Songs of Kabir (Kurdish version). Songs of Kabir (New York: MacMillan, 1915) [1] is an anthology of poems by Kabir, a 15th-century Indian spiritual master.It was translated from Hindi to English by Rabindranath Tagore, a Nobel Prize-winning author and noted scholar.
Gail Tremblay (December 15, 1945 – May 3, 2023 [2]) was an American writer and artist from Washington State. She is known for weaving baskets from film footage that depicts Native American people, such as Western movies and anthropological documentaries. She received a Washington State Governor's Arts and Heritage Award in 2001.
Kannaki – the heroine and central character of the epic; she is the simple, quiet, patient and faithful housewife fully dedicated to her unfaithful husband in book 1; who transforms into a passionate, heroic, rage-driven revenge seeker of injustice in book 2; then becomes a goddess that inspires Chera people to build her temple, invade, fight ...
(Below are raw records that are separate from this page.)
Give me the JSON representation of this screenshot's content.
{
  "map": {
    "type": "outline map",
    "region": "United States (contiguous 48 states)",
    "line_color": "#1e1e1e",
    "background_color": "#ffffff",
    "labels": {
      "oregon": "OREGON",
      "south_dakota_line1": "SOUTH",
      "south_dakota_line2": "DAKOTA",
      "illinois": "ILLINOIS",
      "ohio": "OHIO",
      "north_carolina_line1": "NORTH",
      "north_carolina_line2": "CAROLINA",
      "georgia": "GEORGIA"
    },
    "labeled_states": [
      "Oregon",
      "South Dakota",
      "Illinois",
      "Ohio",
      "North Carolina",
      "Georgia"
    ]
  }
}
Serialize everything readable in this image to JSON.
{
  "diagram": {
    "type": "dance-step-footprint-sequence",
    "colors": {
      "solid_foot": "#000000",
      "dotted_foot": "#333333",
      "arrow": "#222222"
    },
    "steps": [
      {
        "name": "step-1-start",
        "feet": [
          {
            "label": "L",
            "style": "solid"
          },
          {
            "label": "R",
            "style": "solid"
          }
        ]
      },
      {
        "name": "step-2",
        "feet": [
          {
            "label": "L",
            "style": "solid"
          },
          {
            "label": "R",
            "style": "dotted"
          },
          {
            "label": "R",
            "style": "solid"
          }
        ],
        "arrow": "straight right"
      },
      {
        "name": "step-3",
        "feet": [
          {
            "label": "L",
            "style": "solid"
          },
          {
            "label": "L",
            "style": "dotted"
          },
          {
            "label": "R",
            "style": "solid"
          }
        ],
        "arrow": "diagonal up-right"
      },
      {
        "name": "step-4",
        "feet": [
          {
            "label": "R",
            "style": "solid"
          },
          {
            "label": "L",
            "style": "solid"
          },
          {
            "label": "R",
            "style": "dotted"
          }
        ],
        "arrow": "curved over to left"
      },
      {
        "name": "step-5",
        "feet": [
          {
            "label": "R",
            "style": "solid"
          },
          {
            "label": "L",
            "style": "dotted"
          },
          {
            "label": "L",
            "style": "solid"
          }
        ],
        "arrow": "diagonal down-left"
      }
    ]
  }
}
His poems speak of deep concerns for nature and expose man's cruelty to it. His notable poems include, How Do You Withstand (1966), Body (1976), Mirrored Mirroring (1991) and On killing a tree. He also wrote three plays, titled Princes (1971), Savaksa (1982) and Mr. Behram (1987). [2] Patel retired from his medical practice in 2005.
Schoolcraft wrote a poem in Ojibwe that expressed her feelings of loss after their separation. [2] In 1841, when Henry lost his patronage position as federal Indian agent due to a change in political administrations, the Schoolcrafts moved to New York City. He worked for the state in American Indian research.